A young woman was out trekking in the Australian outback. Somehow she and her companion had forgotten to bring their hats. The day got hotter and hotter, and she was desperate for a hat. A sudden breeze blew up, and with it came a straw hat, bowling along the ground. Running after it, she grabbed it and thankfully clamped it on her head. When telling the story later she said, “The universe was looking after me.”
Close to where I live, there is an extensive and very striking outcrop of limestone rocks. Many people visit and walk in the area. One day a young guy dropped by our place to ask, “Where are the rocks that give you energy?” We showed him where to go, somewhat bemused by his request, though we are aware that the Dalai Lama has highly rated our area for its spiritual resonance.
There’s a natural amphitheatre amongst the rocks and occasionally there are solstice celebrations, New Year gatherings or other events where people invoke or celebrate the spiritual. (We were invited to one by a dishevelled, incoherent German tourist who turned up in our village on New Year’s Eve. We declined.)
The awareness of something more…
These stories illustrate the fascination that there is with something spiritual, and the awareness that there is something more than this material world, even if people don’t have much more than a vague notion about it. It’s not something that can be pinned down – and neither is it culturally appropriate to ask such questions as, ‘how can an impersonal universe ‘look after’ a person’ and provide a hat’, or ‘how can inanimate rocks give off a personal form of energy?’ (These are valid questions though!)
The notion of spirituality is widely accepted in a secular society, as long as it’s not connected with religion, or even some form of belief. It’s ok to have a spiritual sense, to have strings of Tibetan prayer flags fluttering in the breeze, and to be tuned into something vague that affects our emotions, intuitive or aesthetic sense.
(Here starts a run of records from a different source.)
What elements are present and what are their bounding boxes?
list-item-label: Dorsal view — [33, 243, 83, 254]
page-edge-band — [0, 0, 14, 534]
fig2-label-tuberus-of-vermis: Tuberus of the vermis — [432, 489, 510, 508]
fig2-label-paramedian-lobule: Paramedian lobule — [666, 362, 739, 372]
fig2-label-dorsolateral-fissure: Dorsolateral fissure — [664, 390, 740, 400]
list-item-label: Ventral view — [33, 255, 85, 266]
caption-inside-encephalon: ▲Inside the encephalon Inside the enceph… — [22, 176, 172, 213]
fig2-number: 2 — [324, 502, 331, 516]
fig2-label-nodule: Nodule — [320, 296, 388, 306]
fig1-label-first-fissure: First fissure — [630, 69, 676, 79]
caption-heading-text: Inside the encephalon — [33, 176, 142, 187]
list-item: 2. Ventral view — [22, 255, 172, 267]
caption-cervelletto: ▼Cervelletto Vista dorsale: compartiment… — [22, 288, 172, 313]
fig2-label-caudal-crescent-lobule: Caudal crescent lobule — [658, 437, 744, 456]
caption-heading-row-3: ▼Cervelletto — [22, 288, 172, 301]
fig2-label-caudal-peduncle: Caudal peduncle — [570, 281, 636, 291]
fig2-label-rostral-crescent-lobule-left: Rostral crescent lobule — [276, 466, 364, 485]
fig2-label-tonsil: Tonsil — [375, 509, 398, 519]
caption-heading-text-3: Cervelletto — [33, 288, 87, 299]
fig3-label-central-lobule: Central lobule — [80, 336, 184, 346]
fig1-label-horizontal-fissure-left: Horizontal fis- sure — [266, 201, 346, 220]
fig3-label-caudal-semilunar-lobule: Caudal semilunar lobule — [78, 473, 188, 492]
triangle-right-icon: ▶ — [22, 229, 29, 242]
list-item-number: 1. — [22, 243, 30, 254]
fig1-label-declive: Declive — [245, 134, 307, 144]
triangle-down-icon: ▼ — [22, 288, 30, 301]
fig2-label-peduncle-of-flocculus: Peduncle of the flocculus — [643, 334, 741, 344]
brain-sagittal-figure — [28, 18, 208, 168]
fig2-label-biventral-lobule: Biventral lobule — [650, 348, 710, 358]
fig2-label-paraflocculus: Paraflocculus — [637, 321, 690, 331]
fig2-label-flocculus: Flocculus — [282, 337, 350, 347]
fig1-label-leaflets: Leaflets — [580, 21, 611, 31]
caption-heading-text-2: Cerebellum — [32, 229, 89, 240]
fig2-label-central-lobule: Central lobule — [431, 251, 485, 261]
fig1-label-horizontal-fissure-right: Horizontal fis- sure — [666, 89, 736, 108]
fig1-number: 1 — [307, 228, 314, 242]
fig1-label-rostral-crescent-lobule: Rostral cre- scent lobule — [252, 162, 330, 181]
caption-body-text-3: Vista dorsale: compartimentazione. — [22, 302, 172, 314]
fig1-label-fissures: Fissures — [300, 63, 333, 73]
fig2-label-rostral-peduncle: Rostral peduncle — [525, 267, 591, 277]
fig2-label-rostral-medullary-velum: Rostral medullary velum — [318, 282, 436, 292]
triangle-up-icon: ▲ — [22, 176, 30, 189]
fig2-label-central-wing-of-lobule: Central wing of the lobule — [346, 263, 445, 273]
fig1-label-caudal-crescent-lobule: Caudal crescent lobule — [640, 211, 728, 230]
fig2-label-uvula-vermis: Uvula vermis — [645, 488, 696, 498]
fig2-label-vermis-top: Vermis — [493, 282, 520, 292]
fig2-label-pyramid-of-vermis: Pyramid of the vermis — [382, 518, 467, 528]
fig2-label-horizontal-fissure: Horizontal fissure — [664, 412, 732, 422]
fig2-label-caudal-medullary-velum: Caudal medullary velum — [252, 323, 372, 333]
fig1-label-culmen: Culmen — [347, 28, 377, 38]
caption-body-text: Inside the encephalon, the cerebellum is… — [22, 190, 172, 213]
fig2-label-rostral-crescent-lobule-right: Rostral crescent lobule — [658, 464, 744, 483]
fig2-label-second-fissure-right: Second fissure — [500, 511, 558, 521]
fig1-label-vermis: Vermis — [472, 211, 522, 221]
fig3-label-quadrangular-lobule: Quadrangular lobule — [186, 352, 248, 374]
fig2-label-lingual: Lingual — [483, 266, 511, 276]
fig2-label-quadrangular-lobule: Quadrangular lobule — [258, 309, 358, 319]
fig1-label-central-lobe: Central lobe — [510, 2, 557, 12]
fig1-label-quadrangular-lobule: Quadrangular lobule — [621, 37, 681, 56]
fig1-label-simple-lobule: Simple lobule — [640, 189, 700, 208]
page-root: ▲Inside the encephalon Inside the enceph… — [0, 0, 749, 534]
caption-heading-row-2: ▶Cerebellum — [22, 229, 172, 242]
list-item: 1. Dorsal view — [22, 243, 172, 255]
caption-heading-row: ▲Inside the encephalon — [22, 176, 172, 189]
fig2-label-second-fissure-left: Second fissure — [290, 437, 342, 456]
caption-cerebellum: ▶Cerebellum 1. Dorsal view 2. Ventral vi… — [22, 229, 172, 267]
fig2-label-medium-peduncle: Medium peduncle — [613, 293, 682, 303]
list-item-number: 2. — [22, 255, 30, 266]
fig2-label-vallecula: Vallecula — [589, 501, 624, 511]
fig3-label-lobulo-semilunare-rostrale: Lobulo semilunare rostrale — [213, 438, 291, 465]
People do enthuse about going to particular places, usually in the natural world, that have some kind of spiritual resonance for them.
Being spiritual
A Christian understanding of being spiritual is far removed from tuning into some vague kind of spirituality. For a Christian, to be ‘a spiritual person’ is simply to have the spirit of Christ, also known as the Holy Spirit. (And the term ‘holy’ distinguishes the Spirit from any other spirits, because the Holy Spirit comes from God.)
‘He who has the Spirit has life, and he who does not have the Spirit does not have life,’ wrote John, one of Jesus’ disciples. He also wrote that the Spirit is given to those who ask, and that is what Christians are encouraged to do. How does someone know they have the Spirit of God? Because God has promised that those who ask, will receive.
Becoming spiritual means becoming more Christ-like
And what is the outcome of receiving the Spirit? Paul wrote that the Spirit is evident in the fruit that is seen in a person’s life – love, joy, peace, patience, kindness, goodness, self-control, faithfulness – but also in the gifts accompanying that Spirit that are used in ministry for others through the church. The more fully a person is ‘in Christ’, the more evidence there is of the Spirit at work in and through them. This work of the Spirit is deeply personal, which is in keeping with who God is, and is not the work of an impersonal force.
For a Christian then, being spiritual is simply bearing the Spirit of Christ – and becoming more Christ-like.
Tuning into THE Spirit with ‘spiritual’ people
Even though this understanding of the Spirit is so different from simply being ‘spiritual’, the fact that someone is aware of something more than the material world is a beginning. As Paul began with the Athenians’ awareness of an unknown god when talking with them, so we too can begin with someone’s intuition that there is something spiritual, remembering that God through the Spirit is already at work in their lives.
Sometimes there may be an opportunity to share a story of how God’s Spirit has been at work in our lives. I was able to do just that a couple of days ago, and the response from my friend was, “I might just be able to believe in praying when I hear a story like that.”
Maybe, just maybe, we could respond to the opening story of this article by saying it was God who provided a hat for some hot, weary desperate traveller in the outback, when they needed one.
Liz Hay rejoices in living in a beautiful part of God’s creation in a high country mountain basin; and she also rejoices in hearing stories of God at work in people’s lives. One of her favourite activities is reading fascinating biographies that illustrate the wonderful ways God works uniquely with each person.